News Feature | September 13, 2013

Cloud Technology Can Reduce HIPAA Breach Risks

Source: Health IT Outcomes
Greg Bengel

By Greg Bengel, contributing writer

While many providers worry that cloud technology puts their data at risk, it may actually be ideal for safeguarding protected health information from HIPAA breach risks

Many provider organizations have been reluctant to utilize cloud technology due to concerns about data security and HIPAA compliance. According to CDW’s 2013 State of The Cloud Report, the healthcare industry is slower than most when it comes to the adoption of cloud technology, coming at seventh out of eight industries in terms of adoption. Among the reasons why, according to the study, are security concerns.

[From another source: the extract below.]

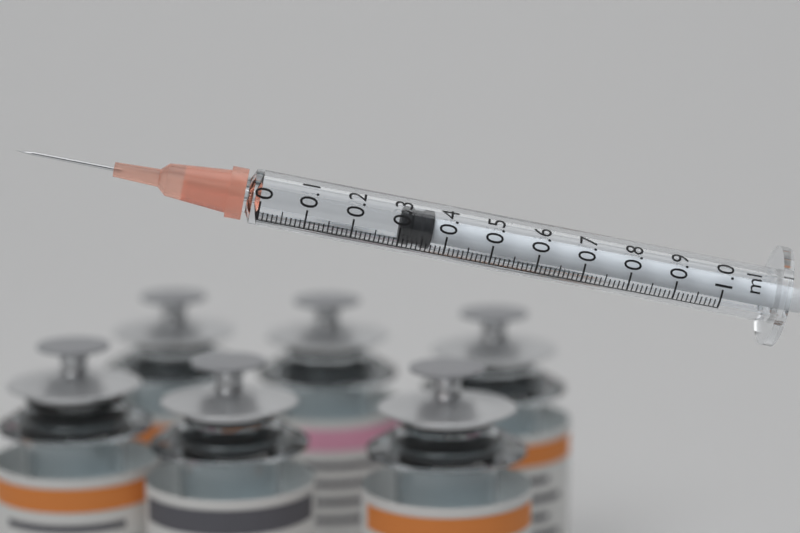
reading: 0.30 ml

Other studies have suggested the concern is not misplaced. Health IT Outcomes previously reported on a Ponemon Institute study that emphasizes the extent to which cloud technology poses a risk to provider data when utilized in a negligent, sloppy manner. 

However, a recent article from Healthcare IT News discusses how cloud technology actually is ideal for reducing HIPAA compliance risk. Referencing provider organizations’ fear of damaging their reputations – an outcome which inevitably results from having to report HIPAA breaches -- the article points us to data on HIPAA breaches published recently by HHS.

The data shows that this fear may be unfounded, and that cloud technology actually reduces these risks, not amplifies them. Healthcare IT News explains, “Loss or theft of electronic equipment or storage media has been the source of more than 66 percent of all large HIPAA breaches during this period. The individuals affected by these breaches amount to nearly 73 percent of all individuals affected by large HIPAA breaches reported to HHS during the same time period. In most cases the theft or loss involved a laptop or electronic media, such as a flash drive, containing unencrypted PHI. In contrast, large breaches attributed to hacking amounted to 8 percent of the total incidents and affected 6 percent of the individuals whose PHI was disclosed.”

The article rightly sums up this information. “These data suggest that the implementation of IT systems that enable secure sharing of information without the need to transport it on a computer or storage media will go a long way toward eliminating the majority of large HIPAA breaches,” it says.

Healthcare IT News explains that making sure protected health information (PHI) is not being transported on equipment like laptops or flash drives is perhaps the most important thing providers can do to eliminate risk for HIPAA breaches. By keeping data in the cloud, the only PHI on the user’s computer is the PHI the user is currently viewing on his web browser. Also, “The use of the cloud can also facilitate enforcement of encryption requirements,” says the article. “For example, many of the new commercial systems encrypt all data while in transit and while at rest. This means that even if data somehow become accessible to an unauthorized person, they would be secured and could not be read unless the hacker also obtains the encryption key.”